All three development teams that pitched real estate projects during The Real Estate Council Community Fund’s Shark Tank: GrowSouth event on Thursday night at Gilley’s Dallas received funding from investors.
The project funding is as follows:

  • Rodney Burchfield and Burchfield & Partners, Inc. received a $1.35 million deal from sharks Tillie Galan Borchers (GrowSouth Fund), Bill Cawley, Michael W. Dardick, Craig Hall and Frank Mihalopoulos to construct a 70,000 square-foot corporate maintenance, repair and overhaul (MRO) hangar at Dallas Executive Airport, which the company anticipates will create 30-60 full-time jobs. Burchfield is also seeking to collaborate on the project with the City of Dallas’ Office of Economic Development and Department of Aviation.
  • The Dallas Unity Fund, led by Maria Schneider, Doric Earle and Hugh Resnick, received $250,000 from the GrowSouth Fund represented by Tillie Borchers to help develop and sell single family infill houses priced for quality workforce housing.
  • Michelle Morgan and her group Vector Studies, LLC. Received $500,000 from the sharks to revitalize the former Forrest Avenue Community Hospital on Martin Luther King Jr. Boulevard into a multipurpose medical facility featuring a dialysis center, imaging center, urgent care center and medical and dental assistant schools.

“Everyone involved has demonstrated a deep commitment to transforming our city. It’s inspiring to work with the development teams and I could not be more proud of our TREC members for all the work they’ve put into supporting the projects,” said Linda McMahon, president and chief executive officer of The Real Estate Council. “Looking at the ideas that were submitted for this event, it’s clear that there are many creative, community-driven solutions for development in Southern Dallas.”

Presented by NexBank, TREC Shark Tank was also sponsored by JP Morgan Chase & Co. (Lead Shark Sponsor) as well as Civitas Capital, MatthewsSouthwest and PurePoint Financial. WFAA was TREC Shark Tank’s broadcast partner.

TREC Shark Tank was hosted by WFAA investigative reporter Demond Fernandez and opened with an interview with Dallas Mavericks owner Mark Cuban and Dallas Mayor Mike Rawlings about the city’s GrowSouth Initiative and the state of entrepreneurship across the region.

“TREC gives us the opportunity to be introduced to parts of town that some of us may not know are a big deal,” said Cuban, who serves as a shark on the popular television show upon which the event was based. “There are amazing opportunities and the shark tank format is a great way to do it.”

Rawlings said Southern Dallas is ripe with real estate investment opportunity.

“Southern Dallas is 55 percent of our land mass but only 15 percent of our tax base. It’s the most beautiful part of the city – there’s no question – and it’s right at the apex of the golden triangle going to Houston and Austin,” Rawlings said. “Events like the TREC Shark Tank show how businesses give back in amazing ways in Dallas and how southern Dallas is an investment opportunity unlike any other –  from retail to office space to mixed-use to aviation to healthcare to home building.”

This past summer, TREC invited development teams to submit proposals for projects within the GrowSouth footprint to stoke real estate investment and economic development opportunities in Southern Dallas.

Once the submissions were reviewed, five semifinalists were selected to work with groups of commercial real estate professionals from TREC’s leadership development programs to refine their presentations. In early October, the three final teams were notified and began preparing their final pitches for the sharks.

“Every day, I am searching for that next great investment,” [former] TREC Community Investors Manager Maggie Parker said during Thursday’s event. “I am working with borrowers and community leaders to understand the vision for the future of our neighborhoods and I am hosting workshops to pair the best real estate minds in our city with the next wave of entrepreneurial developers.”

Parker also invited Dallas residents to contact her if they or anyone they know are involved with such projects.

“What you are about to see is the Hollywood version of what the Community Fund does every day,” she said. “But this isn’t Hollywood, this is Dallas, and we can’t wait to show you.”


• What to do
Look through the data below for the line with "You are a GUI", and transcribe it exactly together with each line after it up to and including the line with "Image resolution: width=779". Give nothing else.

• Record extracts
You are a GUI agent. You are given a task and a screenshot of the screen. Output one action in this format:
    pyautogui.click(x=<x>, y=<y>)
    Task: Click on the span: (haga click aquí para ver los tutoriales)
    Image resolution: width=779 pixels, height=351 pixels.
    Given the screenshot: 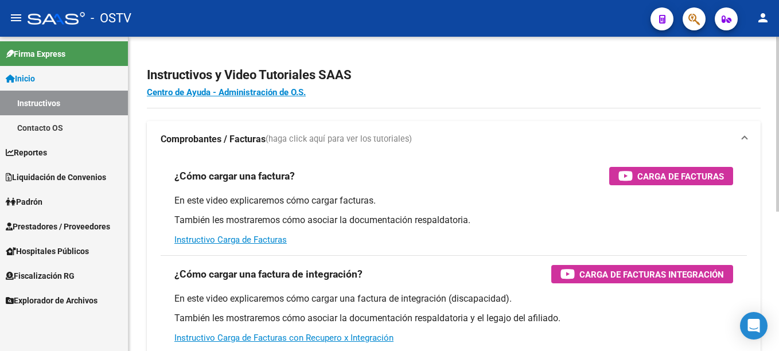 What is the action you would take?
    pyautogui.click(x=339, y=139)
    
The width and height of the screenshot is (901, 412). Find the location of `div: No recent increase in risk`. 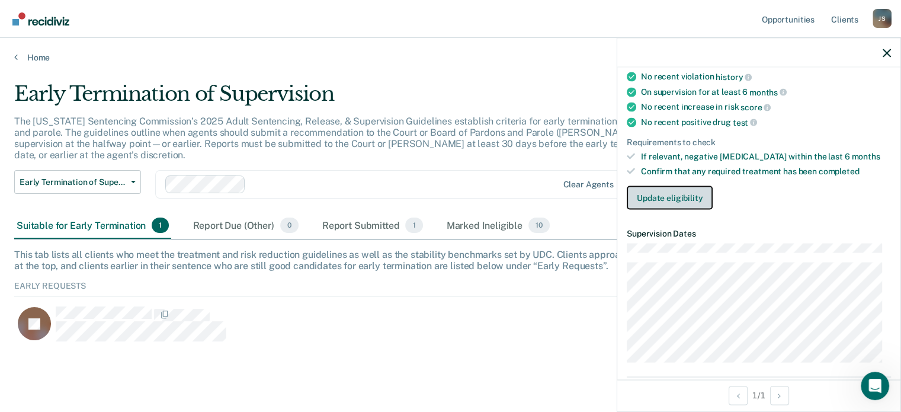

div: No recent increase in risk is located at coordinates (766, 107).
...
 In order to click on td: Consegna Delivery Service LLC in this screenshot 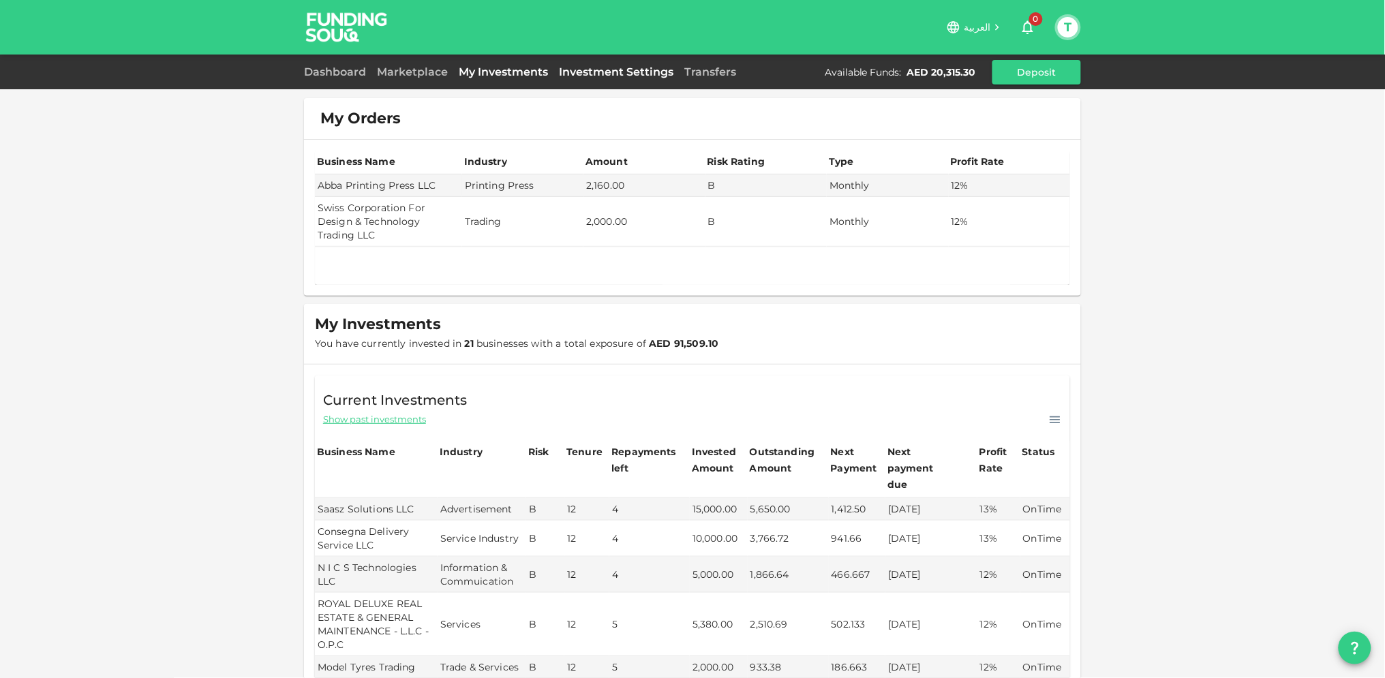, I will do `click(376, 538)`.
---
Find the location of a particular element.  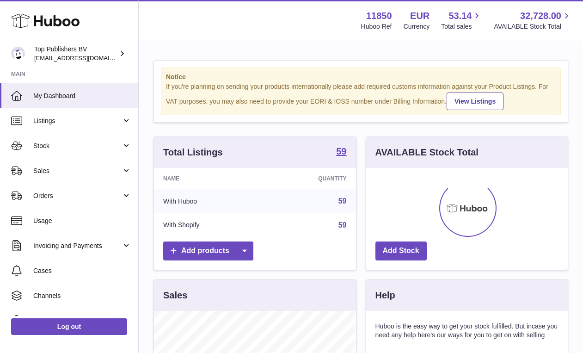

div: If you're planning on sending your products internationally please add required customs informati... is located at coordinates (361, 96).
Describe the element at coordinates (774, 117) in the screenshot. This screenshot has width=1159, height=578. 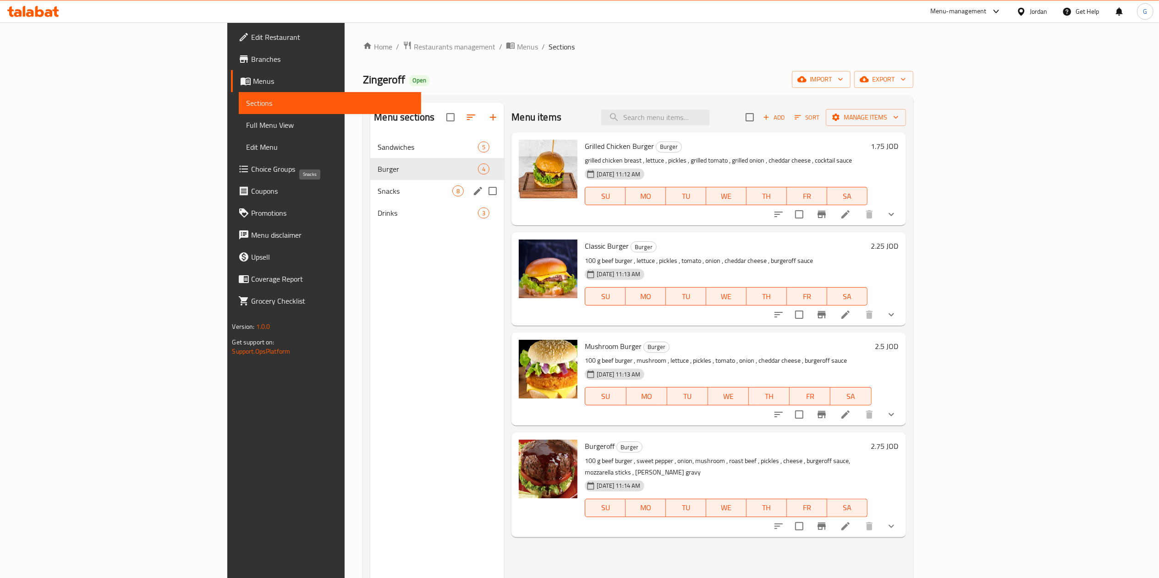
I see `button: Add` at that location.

• Task response
You are a GUI agent. You are given a task and a screenshot of the screen. Output one action in this format:
    pyautogui.click(x=<x>, y=<y>)
    Task: Click on the span: (haga click aquí para ver los tutoriales)
    Image resolution: width=779 pixels, height=351 pixels.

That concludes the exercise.